The crucial distinction is between representation and generation.
Relativity describes relations among events once those events are defined. It does not derive the condition under which events become distinct or persist. The spacetime manifold is therefore not the source of temporal structure, but a geometric encoding of relations among already resolved distinctions.
The invariant interval, central to relativity, provides the key to this reinterpretation. It measures the relational separation between events in a way that remains consistent across frames of reference. In the present framework, this interval is not merely geometric. It is the physical expression of the more fundamental relational interval introduced earlier—the separation between a persistent distinction and its admissible continuation.
Relativity does not create the interval.
It preserves its measure.
This explains why the formalism is so successful. The equations of relativity do not depend on time being a fundamental dimension. They depend on the existence of invariant relations between distinguishable events. As long as such relations exist—and they must, if persistence holds—the geometric representation remains valid.
The apparent symmetry of time within the equations of relativity reflects the structure of this representation. The equations describe how relations can be transformed, not how distinctions are generated. They are indifferent to direction because they operate on already defined intervals. The asymmetry of time arises not at the level of representation, but at the level of generation—where intervals are accumulated through non-regressible persistence.

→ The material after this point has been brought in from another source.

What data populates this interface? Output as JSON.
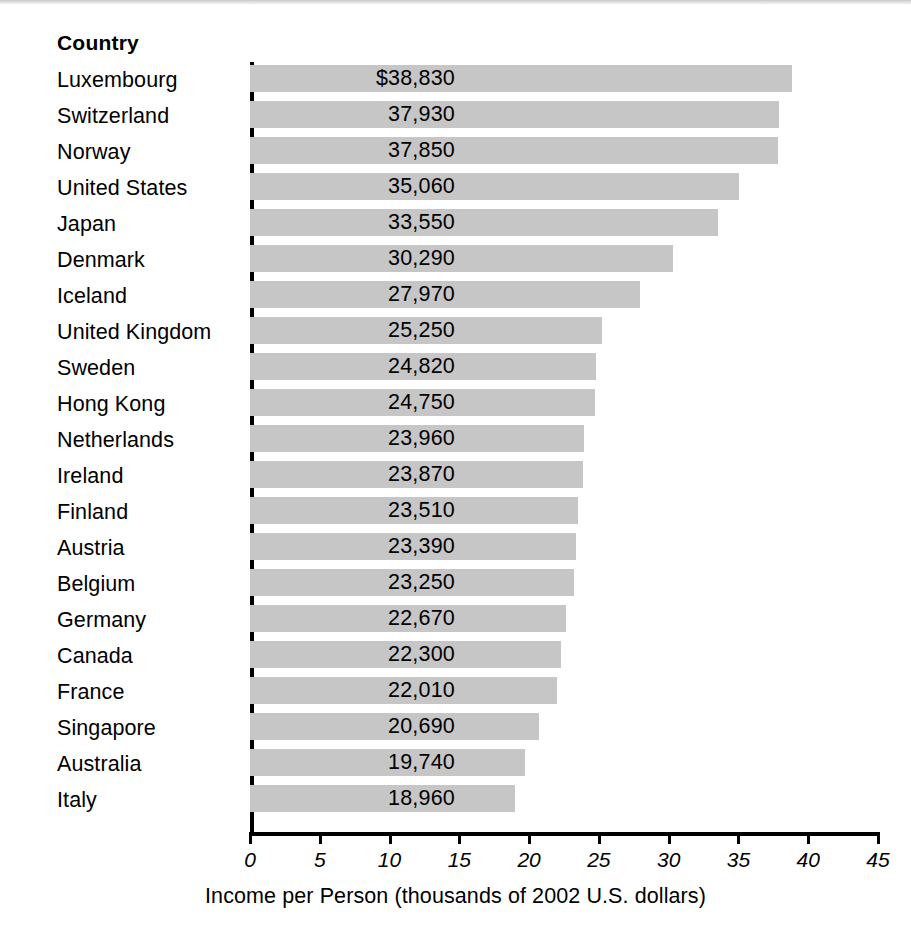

Time dilation and length contraction illustrate this distinction. In relativity, these effects are described as consequences of spacetime geometry. Within the present framework, they are understood as variations in the rate at which distinctions can be coherently resolved under differing constraints. Where constraint is greater—whether due to motion or gravitational influence—the progression of interval resolution is reduced. The geometry records this difference; it does not produce it.
Similarly, the constancy of the speed of light reflects a limit on the rate at which coherent reorganisation can propagate. It is not merely a property of spacetime, but a constraint on how rapidly distinctions can be consistently extended across the domain.
From this perspective, spacetime is not a pre-existing structure within which reality unfolds. It is the geometric representation of how relational constraints organise and compare across different conditions. It encodes the structure of relations but does not generate the progression through which those relations arise.
The block interpretation of relativity arises when this representation is taken as ontologically complete—when the geometric manifold is treated not merely as a description of relations, but as the totality of reality. This move is not required by the mathematics. It is an interpretation layered upon it.
Once this distinction is made, the apparent tension disappears.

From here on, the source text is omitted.